How Policies Examine Traffic For Intrusions

When the system analyzes traffic as part of your access control deployment, the network analysis (decoding and preprocessing) phase occurs before and separately from the intrusion prevention (intrusion rules and advanced settings) phase.

The following diagram shows, in a simplified fashion, the order of traffic analysis in an inline, intrusion prevention and malware defense deployment. It illustrates how the access control policy invokes other policies to examine traffic, and in which order those policies are invoked. The network analysis and intrusion policy selection phases are highlighted.


Diagram of traffic flow as described above, showing that preprocessing by network analysis policies occurs after SSL inspection, but before access control rules invoke intrusion policies.

In an inline deployment (that is, where relevant configurations are deployed to devices using routed, switched, or transparent interfaces, or inline interface pairs), the system can block traffic without further inspection at almost any step in the illustrated process. Security Intelligence, the SSL policy, network analysis policies, file policies, and intrusion policies can all either drop or modify traffic. Only the network discovery policy, which passively inspects packets, cannot affect the flow of traffic.

Similarly, at each step of the process, a packet could cause the system to generate an event. Intrusion and preprocessor events (sometimes referred to collectively as intrusion events) are indications that a packet or its contents may represent a security risk.

Tip

The diagram does not reflect that access control rules handle encrypted traffic when your SSL inspection configuration allows it to pass, or if you do not configure SSL inspection. By default, the system disables intrusion and file inspection of encrypted payloads. This helps reduce false positives and improve performance when an encrypted connection matches an access control rule that has intrusion and file inspection configured.

Note that for a single connection, although the system selects a network analysis policy before an access control rule as shown in the diagram, some preprocessing (notably application layer preprocessing) occurs after access control rule selection. This does not affect how you configure preprocessing in custom network analysis policies.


Exercise brief: Copy the whole listing verbatim.

Supplied data:
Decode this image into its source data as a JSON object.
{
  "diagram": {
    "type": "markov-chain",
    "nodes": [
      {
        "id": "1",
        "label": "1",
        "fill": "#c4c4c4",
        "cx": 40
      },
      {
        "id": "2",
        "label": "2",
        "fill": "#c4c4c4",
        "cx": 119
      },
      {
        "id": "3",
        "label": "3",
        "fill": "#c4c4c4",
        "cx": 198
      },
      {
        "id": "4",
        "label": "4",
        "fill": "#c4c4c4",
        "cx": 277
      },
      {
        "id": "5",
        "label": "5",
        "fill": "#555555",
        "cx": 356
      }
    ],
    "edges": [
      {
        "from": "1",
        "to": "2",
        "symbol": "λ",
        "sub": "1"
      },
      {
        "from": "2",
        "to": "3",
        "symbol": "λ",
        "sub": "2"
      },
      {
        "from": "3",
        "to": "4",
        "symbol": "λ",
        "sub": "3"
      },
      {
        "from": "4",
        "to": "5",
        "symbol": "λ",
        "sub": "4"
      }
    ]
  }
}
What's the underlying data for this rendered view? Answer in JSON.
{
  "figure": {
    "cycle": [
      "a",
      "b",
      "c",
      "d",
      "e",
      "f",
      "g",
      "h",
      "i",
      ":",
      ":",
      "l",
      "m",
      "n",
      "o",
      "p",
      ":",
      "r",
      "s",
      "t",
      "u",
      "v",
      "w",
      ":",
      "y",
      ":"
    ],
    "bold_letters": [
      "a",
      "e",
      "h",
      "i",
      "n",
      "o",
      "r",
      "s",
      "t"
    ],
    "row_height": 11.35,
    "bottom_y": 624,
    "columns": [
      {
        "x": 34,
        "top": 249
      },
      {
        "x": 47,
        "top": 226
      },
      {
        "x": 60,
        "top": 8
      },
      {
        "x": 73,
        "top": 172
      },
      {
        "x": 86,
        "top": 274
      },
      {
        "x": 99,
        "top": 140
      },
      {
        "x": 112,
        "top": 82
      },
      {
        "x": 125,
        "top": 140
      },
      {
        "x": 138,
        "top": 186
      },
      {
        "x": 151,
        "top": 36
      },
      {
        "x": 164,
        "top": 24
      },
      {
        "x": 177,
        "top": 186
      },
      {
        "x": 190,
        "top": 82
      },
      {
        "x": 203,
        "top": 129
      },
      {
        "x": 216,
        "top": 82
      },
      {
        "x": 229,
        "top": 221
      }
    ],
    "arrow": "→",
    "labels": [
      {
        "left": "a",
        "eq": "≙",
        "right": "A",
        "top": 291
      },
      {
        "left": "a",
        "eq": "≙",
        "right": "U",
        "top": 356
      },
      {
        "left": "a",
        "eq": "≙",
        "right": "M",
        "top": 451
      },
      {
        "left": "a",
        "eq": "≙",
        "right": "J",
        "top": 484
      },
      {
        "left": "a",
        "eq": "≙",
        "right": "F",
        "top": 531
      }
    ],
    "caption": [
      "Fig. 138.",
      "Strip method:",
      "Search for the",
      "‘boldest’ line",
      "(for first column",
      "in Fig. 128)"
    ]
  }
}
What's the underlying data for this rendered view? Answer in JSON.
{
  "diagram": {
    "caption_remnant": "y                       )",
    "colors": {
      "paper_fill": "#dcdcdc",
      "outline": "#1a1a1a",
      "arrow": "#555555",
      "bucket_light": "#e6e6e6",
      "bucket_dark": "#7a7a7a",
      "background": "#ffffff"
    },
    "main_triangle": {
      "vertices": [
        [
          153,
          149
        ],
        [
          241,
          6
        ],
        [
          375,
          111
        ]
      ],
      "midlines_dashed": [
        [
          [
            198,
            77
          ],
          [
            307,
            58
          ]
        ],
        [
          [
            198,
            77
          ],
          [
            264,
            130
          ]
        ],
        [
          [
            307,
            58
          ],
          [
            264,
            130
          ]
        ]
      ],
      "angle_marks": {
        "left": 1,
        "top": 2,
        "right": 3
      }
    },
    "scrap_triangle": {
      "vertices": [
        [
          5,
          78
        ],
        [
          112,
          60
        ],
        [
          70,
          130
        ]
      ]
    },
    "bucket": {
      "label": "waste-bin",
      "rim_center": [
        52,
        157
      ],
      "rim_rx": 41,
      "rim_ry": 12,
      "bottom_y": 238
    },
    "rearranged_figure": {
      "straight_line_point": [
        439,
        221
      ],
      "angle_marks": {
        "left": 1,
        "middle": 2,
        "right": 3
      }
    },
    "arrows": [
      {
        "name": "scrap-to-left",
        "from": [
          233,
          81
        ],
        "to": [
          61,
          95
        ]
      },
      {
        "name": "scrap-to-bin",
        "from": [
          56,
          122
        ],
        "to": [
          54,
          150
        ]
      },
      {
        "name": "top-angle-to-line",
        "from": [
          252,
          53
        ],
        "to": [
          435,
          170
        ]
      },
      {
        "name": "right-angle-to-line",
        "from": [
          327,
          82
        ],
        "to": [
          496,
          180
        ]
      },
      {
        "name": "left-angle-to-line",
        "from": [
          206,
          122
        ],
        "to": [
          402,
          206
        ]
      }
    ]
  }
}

Written answer:
Decode this image into its source data as a JSON object.
{
  "diagram": {
    "type": "markov-chain",
    "nodes": [
      {
        "id": "1",
        "label": "1",
        "fill": "#c4c4c4",
        "cx": 40
      },
      {
        "id": "2",
        "label": "2",
        "fill": "#c4c4c4",
        "cx": 119
      },
      {
        "id": "3",
        "label": "3",
        "fill": "#c4c4c4",
        "cx": 198
      },
      {
        "id": "4",
        "label": "4",
        "fill": "#c4c4c4",
        "cx": 277
      },
      {
        "id": "5",
        "label": "5",
        "fill": "#555555",
        "cx": 356
      }
    ],
    "edges": [
      {
        "from": "1",
        "to": "2",
        "symbol": "λ",
        "sub": "1"
      },
      {
        "from": "2",
        "to": "3",
        "symbol": "λ",
        "sub": "2"
      },
      {
        "from": "3",
        "to": "4",
        "symbol": "λ",
        "sub": "3"
      },
      {
        "from": "4",
        "to": "5",
        "symbol": "λ",
        "sub": "4"
      }
    ]
  }
}
What's the underlying data for this rendered view? Answer in JSON.
{
  "figure": {
    "cycle": [
      "a",
      "b",
      "c",
      "d",
      "e",
      "f",
      "g",
      "h",
      "i",
      ":",
      ":",
      "l",
      "m",
      "n",
      "o",
      "p",
      ":",
      "r",
      "s",
      "t",
      "u",
      "v",
      "w",
      ":",
      "y",
      ":"
    ],
    "bold_letters": [
      "a",
      "e",
      "h",
      "i",
      "n",
      "o",
      "r",
      "s",
      "t"
    ],
    "row_height": 11.35,
    "bottom_y": 624,
    "columns": [
      {
        "x": 34,
        "top": 249
      },
      {
        "x": 47,
        "top": 226
      },
      {
        "x": 60,
        "top": 8
      },
      {
        "x": 73,
        "top": 172
      },
      {
        "x": 86,
        "top": 274
      },
      {
        "x": 99,
        "top": 140
      },
      {
        "x": 112,
        "top": 82
      },
      {
        "x": 125,
        "top": 140
      },
      {
        "x": 138,
        "top": 186
      },
      {
        "x": 151,
        "top": 36
      },
      {
        "x": 164,
        "top": 24
      },
      {
        "x": 177,
        "top": 186
      },
      {
        "x": 190,
        "top": 82
      },
      {
        "x": 203,
        "top": 129
      },
      {
        "x": 216,
        "top": 82
      },
      {
        "x": 229,
        "top": 221
      }
    ],
    "arrow": "→",
    "labels": [
      {
        "left": "a",
        "eq": "≙",
        "right": "A",
        "top": 291
      },
      {
        "left": "a",
        "eq": "≙",
        "right": "U",
        "top": 356
      },
      {
        "left": "a",
        "eq": "≙",
        "right": "M",
        "top": 451
      },
      {
        "left": "a",
        "eq": "≙",
        "right": "J",
        "top": 484
      },
      {
        "left": "a",
        "eq": "≙",
        "right": "F",
        "top": 531
      }
    ],
    "caption": [
      "Fig. 138.",
      "Strip method:",
      "Search for the",
      "‘boldest’ line",
      "(for first column",
      "in Fig. 128)"
    ]
  }
}
What's the underlying data for this rendered view? Answer in JSON.
{
  "diagram": {
    "caption_remnant": "y                       )",
    "colors": {
      "paper_fill": "#dcdcdc",
      "outline": "#1a1a1a",
      "arrow": "#555555",
      "bucket_light": "#e6e6e6",
      "bucket_dark": "#7a7a7a",
      "background": "#ffffff"
    },
    "main_triangle": {
      "vertices": [
        [
          153,
          149
        ],
        [
          241,
          6
        ],
        [
          375,
          111
        ]
      ],
      "midlines_dashed": [
        [
          [
            198,
            77
          ],
          [
            307,
            58
          ]
        ],
        [
          [
            198,
            77
          ],
          [
            264,
            130
          ]
        ],
        [
          [
            307,
            58
          ],
          [
            264,
            130
          ]
        ]
      ],
      "angle_marks": {
        "left": 1,
        "top": 2,
        "right": 3
      }
    },
    "scrap_triangle": {
      "vertices": [
        [
          5,
          78
        ],
        [
          112,
          60
        ],
        [
          70,
          130
        ]
      ]
    },
    "bucket": {
      "label": "waste-bin",
      "rim_center": [
        52,
        157
      ],
      "rim_rx": 41,
      "rim_ry": 12,
      "bottom_y": 238
    },
    "rearranged_figure": {
      "straight_line_point": [
        439,
        221
      ],
      "angle_marks": {
        "left": 1,
        "middle": 2,
        "right": 3
      }
    },
    "arrows": [
      {
        "name": "scrap-to-left",
        "from": [
          233,
          81
        ],
        "to": [
          61,
          95
        ]
      },
      {
        "name": "scrap-to-bin",
        "from": [
          56,
          122
        ],
        "to": [
          54,
          150
        ]
      },
      {
        "name": "top-angle-to-line",
        "from": [
          252,
          53
        ],
        "to": [
          435,
          170
        ]
      },
      {
        "name": "right-angle-to-line",
        "from": [
          327,
          82
        ],
        "to": [
          496,
          180
        ]
      },
      {
        "name": "left-angle-to-line",
        "from": [
          206,
          122
        ],
        "to": [
          402,
          206
        ]
      }
    ]
  }
}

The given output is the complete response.